I then said that I wanted General Wedemeyer to understand that the American forces and the American Embassy in China are a single team dedicated to the promotion of U. S. policy as defined by the President and the Secretary of State. With respect to military information which might be received by the Embassy in the future this would in every case be made available to General Wedemeyer for evaluation and interpretation and if such information should be reported by the Embassy the interpretation and evaluation of headquarters would be included therewith. I said I expected to see the frankest and fullest collaboration between us to the end that the entire U. S. Government effort in China shall be directed undeviatingly toward the objectives of over-all U. S. policy. General Wedemeyer expressed his concurrence with all of the foregoing and the meeting adjourned.

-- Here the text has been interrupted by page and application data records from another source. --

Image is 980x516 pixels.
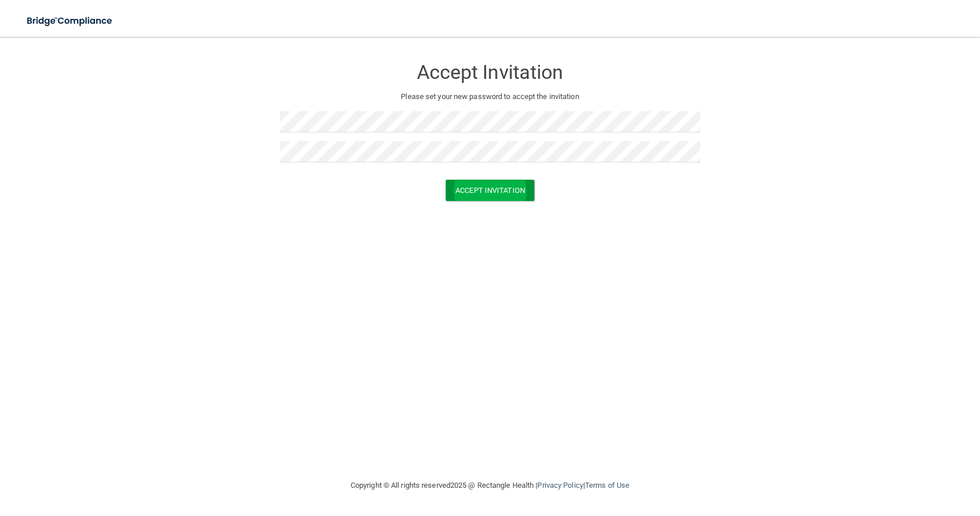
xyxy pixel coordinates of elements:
[445,180,535,201] button: Accept Invitation
[585,481,629,489] a: Terms of Use
[280,62,700,83] h3: Accept Invitation
[537,481,583,489] a: Privacy Policy
[17,9,123,33] img: bridge_compliance_login_screen.278c3ca4.svg
[280,467,700,504] div: Copyright © All rights reserved 2025 @ Rectangle Health | |
[781,434,966,481] iframe: Drift Widget Chat Controller
[289,89,691,104] p: Please set your new password to accept the invitation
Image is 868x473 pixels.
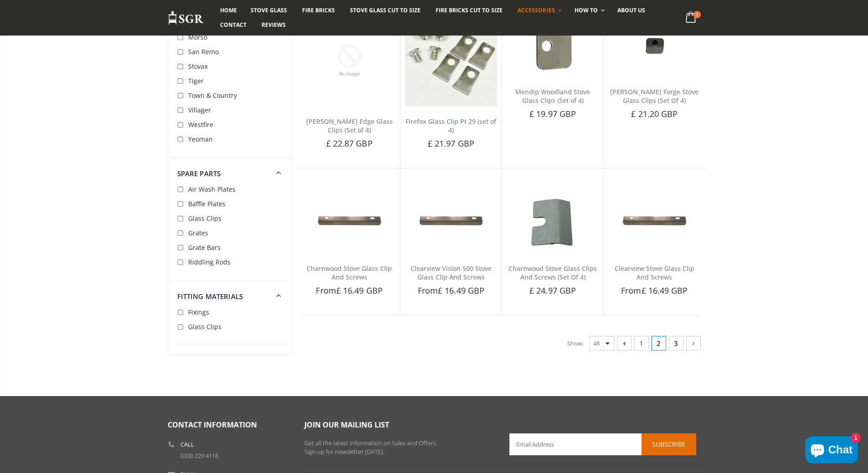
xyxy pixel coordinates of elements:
[611,3,652,17] a: About us
[511,3,566,17] a: Accessories
[343,3,427,17] a: Stove Glass Cut To Size
[188,229,208,237] span: Grates
[682,9,700,27] a: 1
[568,3,609,17] a: How To
[615,264,694,281] a: Clearview Stove Glass Clip And Screws
[213,17,253,32] a: Contact
[567,336,583,351] span: Show:
[303,191,395,254] img: Charnwood Stove Glass Clip And Screw
[188,214,222,223] span: Glass Clips
[188,62,208,71] span: Stovax
[642,285,688,296] span: £ 16.49 GBP
[608,14,700,78] img: Dean Forge stove glass clips
[518,6,555,14] span: Accessories
[436,6,502,14] span: Fire Bricks Cut To Size
[530,285,576,296] span: £ 24.97 GBP
[177,292,243,301] span: Fitting Materials
[188,76,204,85] span: Tiger
[316,285,382,296] span: From
[188,200,226,208] span: Baffle Plates
[188,106,211,114] span: Villager
[188,135,213,143] span: Yeoman
[305,420,389,430] span: Join our mailing list
[530,108,576,119] span: £ 19.97 GBP
[188,185,235,194] span: Air Wash Plates
[188,243,220,252] span: Grate Bars
[177,169,221,178] span: Spare Parts
[188,91,237,100] span: Town & Country
[188,47,218,56] span: San Remo
[428,138,475,149] span: £ 21.97 GBP
[669,336,683,351] a: 3
[642,433,696,456] button: Subscribe
[406,117,497,134] a: Firefox Glass Clip Pt 29 (set of 4)
[651,336,666,351] span: 2
[188,33,207,41] span: Morso
[302,6,335,14] span: Fire Bricks
[621,285,688,296] span: From
[188,258,231,266] span: Riddling Rods
[244,3,294,17] a: Stove Glass
[305,439,496,457] p: Get all the latest information on Sales and Offers. Sign up for newsletter [DATE].
[306,117,393,134] a: [PERSON_NAME] Edge Glass Clips (Set of 4)
[418,285,484,296] span: From
[515,87,590,105] a: Mendip Woodland Stove Glass Clips (Set of 4)
[326,138,373,149] span: £ 22.87 GBP
[635,336,649,351] a: 1
[610,87,699,105] a: [PERSON_NAME] Forge Stove Glass Clips (Set Of 4)
[438,285,484,296] span: £ 16.49 GBP
[180,452,218,460] a: 0330 229 4118
[251,6,287,14] span: Stove Glass
[608,191,700,254] img: Clearview Stove Glass Clip And Screw
[405,191,497,254] img: Clearview Vision 500 Stove Glass Clip And Screw
[507,14,599,78] img: Set of 4 Mendip Woodland glass clips
[296,3,342,17] a: Fire Bricks
[220,6,237,14] span: Home
[220,21,246,29] span: Contact
[509,264,597,281] a: Charnwood Stove Glass Clips And Screws (Set Of 4)
[213,3,244,17] a: Home
[510,433,696,456] input: Email Address
[803,436,861,466] inbox-online-store-chat: Shopify online store chat
[262,21,286,29] span: Reviews
[168,420,257,430] span: Contact Information
[180,442,194,448] b: Call
[694,11,701,18] span: 1
[255,17,292,32] a: Reviews
[428,3,510,17] a: Fire Bricks Cut To Size
[405,14,497,106] img: Firefox Glass Clip Pt 29 (set of 4)
[188,323,222,331] span: Glass Clips
[307,264,392,281] a: Charnwood Stove Glass Clip And Screws
[188,121,213,129] span: Westfire
[618,6,645,14] span: About us
[507,191,599,254] img: Set of 4 Charnwood glass clips with screws
[350,6,421,14] span: Stove Glass Cut To Size
[410,264,491,281] a: Clearview Vision 500 Stove Glass Clip And Screws
[631,108,677,119] span: £ 21.20 GBP
[168,10,204,25] img: Stove Glass Replacement
[336,285,382,296] span: £ 16.49 GBP
[574,6,598,14] span: How To
[188,308,209,317] span: Fixings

The following day Smyth (who had been unable to attend the night before) called on me and after a discussion of the matter asked that transmission of the report be deferred at least until he had an opportunity to investigate further. However, in view of the previous insistence of the authors of the report that it be sent at the earliest possible moment and their further insistence at that time on “taking the responsibility for the report” I am not prepared to have it modified in the light of these developments. But I do feel that Smyth should not be held so accountable as Ringwalt for any faulty evaluation of fact contained therein. Both Ringwalt and Smyth know that the rumors they report to the effect that the U. S. policy is to give [Page 410] “unlimited support to the Kuomintang” is untrue. They know that I conferred with the Communists at their headquarters in Yenan and since that time have done so almost continuously. They know that I have made two visits to Russia for the sole purpose of finding a solution of the Communist problem in China and bringing harmony in the relations between China and Russia. They know all these facts and yet they apparently persist in the old diehard attempt to bring about the collapse of the National Government in China. For my part I believe that the Communist controversy can be settled satisfactorily and without civil war if some of our American ideological crusaders will permit the American Government policy to become effective.

  1. Copy transmitted to President Truman by the Acting Secretary of State on June 11.
  2. Robert Lacy Smyth.
  3. Probably garble for the two Economic Counselors of Embassy, Ellis O. Briggs and Walter S. Robertson, the latter with personal rank of Minister.